Amesbury poisoning: Russia media say UK spoiling World Cup
As after the poisoning of former spy Sergei Skripal in Salisbury in March, Russia's pro-Kremlin media have responded to the latest incident in Amesbury by spreading conspiracy theories apparently designed to deflect blame from Russia
The overall gist of primetime state TV news reports is that Amesbury poisoning could be a ploy to tarnish Russia's image in the West, particularly at a time when - they argue - it has been boosted by its hosting of the World Cup.
They also point out that it is a time of intense diplomatic activity involving US President Donald Trump in the run-up to his meeting with President Vladimir Putin in Helsinki.
"Coincidentally or not," a correspondent on state-run Rossiya 1 said, the poisoning in Amesbury took place "right before" a Nato summit and Donald Trump's visit to Britain.
Over on Channel One, a London-based Russian pundit said the incident had come as Theresa May's cabinet was facing "huge problems".
In addition to a "failed" Brexit and a "failed" economy, she is dealing with the uncertainty over Mr Trump's visit and the Nato summit, he said.
He added that all this comes amid "concerns" in the West about what Mr Trump may agree with Mr Putin.
Illegal drugs
Russian TV also suggests that the Amesbury couple could have poisoned themselves with illegal drugs they had procured.
According to an NTV correspondent, drug poisoning is "a more realistic and simple account of what has happened". She spoke to a local man who was voiced over as saying that "just about everyone around here takes drugs - we think they simply got a contaminated batch".
Russian chemical weapons expert Anton Utkin told Rossiya 1's "60 Minutes" programme that both the poisoning of Sergei and Yulia Skripal and the incident in Amesbury "could somehow be linked with some sort of narcotics".
'Director of Darkness'
News website Gazeta.ru speaks of a plot by a "theatre director of darkness" to smear Russia at a "suspiciously convenient time" - in the middle of a World Cup that is "disproving many of the Western press's scare stories".
Another Channel One pundit compares Britain's behaviour to the kind of hostility towards Russia usually displayed by Ukrainian leaders.
"This is pure schizophrenia, with the English beginning to imitate Kiev, who see the hand of Moscow when it rains," he said.
'Inhumane experiments'
Another common line is to suggest that the British government's Porton Down chemical research complex, which lies near both Salisbury and Amesbury, is somehow linked to the latest poisoning.
Channel One produced a map highlighting both towns' location within a 11km (6.8mi) radius of Porton Down - a fact a Rossiya 1 presenter called "a frightening coincidence".
One theory floated by pro-Kremlin media outlets says the attacks in the two towns were the work of a rogue British chemical weapons specialist.
Nikolai Kovalyov, a former head of Russia's Federal Security Service (FSB), told government newspaper Rossiyskaya Gazeta that this could be a former Porton Down employee who "is continuing with his inhumane experiments on people".
The remark refers to the fact that Port Down in the past tested nerve gas on humans.
On social media, pro-Kremlin commentators have been spreading similar conspiracy theories to their counterparts on TV and news websites.
Many also distorted remarks by British Home Office minister Ben Wallace to the BBC that the police are working on the assumption that the couple poisoned in Amesbury "are victims of the consequences of the previous attack or something else but not that they were directly targeted".
State news agency RIA Novosti reported this as "based on London's provisional information, Russia is not complicit in the Amesbury poisoning incident. It wasn't an attack by Moscow".
"British Home Office: According to London's preliminary data, Russia is not involved in the incident with the Amesbury poisoning. Wow!" prominent pro-Kremlin social media commentator Armen Gasparyan tweeted.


(Exercise details) Return the records exactly, with nothing added.
=== Begin Enclosure ===
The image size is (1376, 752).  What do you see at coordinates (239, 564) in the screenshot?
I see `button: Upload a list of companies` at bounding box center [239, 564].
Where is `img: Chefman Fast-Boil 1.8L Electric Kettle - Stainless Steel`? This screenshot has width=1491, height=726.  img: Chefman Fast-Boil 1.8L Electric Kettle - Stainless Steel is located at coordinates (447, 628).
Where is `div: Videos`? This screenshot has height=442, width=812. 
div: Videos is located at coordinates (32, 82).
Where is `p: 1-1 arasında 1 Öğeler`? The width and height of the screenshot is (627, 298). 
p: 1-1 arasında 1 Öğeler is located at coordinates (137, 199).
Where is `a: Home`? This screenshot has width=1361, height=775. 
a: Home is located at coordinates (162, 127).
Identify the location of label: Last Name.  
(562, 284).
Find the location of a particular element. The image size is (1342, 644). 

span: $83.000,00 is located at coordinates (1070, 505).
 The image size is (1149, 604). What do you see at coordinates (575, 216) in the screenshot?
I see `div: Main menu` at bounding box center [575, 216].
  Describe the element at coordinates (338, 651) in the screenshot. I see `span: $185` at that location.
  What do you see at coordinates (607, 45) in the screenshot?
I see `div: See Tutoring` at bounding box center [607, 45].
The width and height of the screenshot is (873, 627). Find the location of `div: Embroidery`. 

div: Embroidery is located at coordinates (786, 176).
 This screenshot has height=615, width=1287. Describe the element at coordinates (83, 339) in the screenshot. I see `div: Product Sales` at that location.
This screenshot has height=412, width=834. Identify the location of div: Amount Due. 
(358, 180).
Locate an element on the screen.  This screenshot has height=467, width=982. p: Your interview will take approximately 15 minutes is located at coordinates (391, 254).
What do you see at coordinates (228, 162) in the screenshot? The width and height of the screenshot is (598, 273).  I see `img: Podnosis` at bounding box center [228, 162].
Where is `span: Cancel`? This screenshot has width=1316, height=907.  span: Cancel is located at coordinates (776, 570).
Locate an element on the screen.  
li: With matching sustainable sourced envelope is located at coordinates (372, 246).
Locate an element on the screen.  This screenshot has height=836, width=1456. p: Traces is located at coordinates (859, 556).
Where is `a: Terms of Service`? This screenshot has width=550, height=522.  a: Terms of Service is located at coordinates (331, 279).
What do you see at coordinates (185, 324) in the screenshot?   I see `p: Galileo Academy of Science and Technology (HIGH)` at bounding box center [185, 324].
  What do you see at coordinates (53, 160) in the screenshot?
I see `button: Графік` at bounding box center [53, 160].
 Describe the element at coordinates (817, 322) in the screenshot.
=== End Enclosure ===
(Answer to this exercise)
The image size is (1376, 752).  What do you see at coordinates (239, 564) in the screenshot?
I see `button: Upload a list of companies` at bounding box center [239, 564].
Where is `img: Chefman Fast-Boil 1.8L Electric Kettle - Stainless Steel`? This screenshot has width=1491, height=726.  img: Chefman Fast-Boil 1.8L Electric Kettle - Stainless Steel is located at coordinates (447, 628).
Where is `div: Videos`? This screenshot has height=442, width=812. 
div: Videos is located at coordinates (32, 82).
Where is `p: 1-1 arasında 1 Öğeler`? The width and height of the screenshot is (627, 298). 
p: 1-1 arasında 1 Öğeler is located at coordinates (137, 199).
Where is `a: Home`? This screenshot has width=1361, height=775. 
a: Home is located at coordinates (162, 127).
Identify the location of label: Last Name.  
(562, 284).
Find the location of a particular element. The image size is (1342, 644). 

span: $83.000,00 is located at coordinates (1070, 505).
 The image size is (1149, 604). What do you see at coordinates (575, 216) in the screenshot?
I see `div: Main menu` at bounding box center [575, 216].
  Describe the element at coordinates (338, 651) in the screenshot. I see `span: $185` at that location.
  What do you see at coordinates (607, 45) in the screenshot?
I see `div: See Tutoring` at bounding box center [607, 45].
The width and height of the screenshot is (873, 627). Find the location of `div: Embroidery`. 

div: Embroidery is located at coordinates (786, 176).
 This screenshot has height=615, width=1287. Describe the element at coordinates (83, 339) in the screenshot. I see `div: Product Sales` at that location.
This screenshot has height=412, width=834. Identify the location of div: Amount Due. 
(358, 180).
Locate an element on the screen.  This screenshot has height=467, width=982. p: Your interview will take approximately 15 minutes is located at coordinates (391, 254).
What do you see at coordinates (228, 162) in the screenshot? The width and height of the screenshot is (598, 273).  I see `img: Podnosis` at bounding box center [228, 162].
Where is `span: Cancel`? This screenshot has width=1316, height=907.  span: Cancel is located at coordinates (776, 570).
Locate an element on the screen.  
li: With matching sustainable sourced envelope is located at coordinates (372, 246).
Locate an element on the screen.  This screenshot has height=836, width=1456. p: Traces is located at coordinates (859, 556).
Where is `a: Terms of Service`? This screenshot has width=550, height=522.  a: Terms of Service is located at coordinates (331, 279).
What do you see at coordinates (185, 324) in the screenshot?   I see `p: Galileo Academy of Science and Technology (HIGH)` at bounding box center [185, 324].
  What do you see at coordinates (53, 160) in the screenshot?
I see `button: Графік` at bounding box center [53, 160].
 Describe the element at coordinates (817, 322) in the screenshot.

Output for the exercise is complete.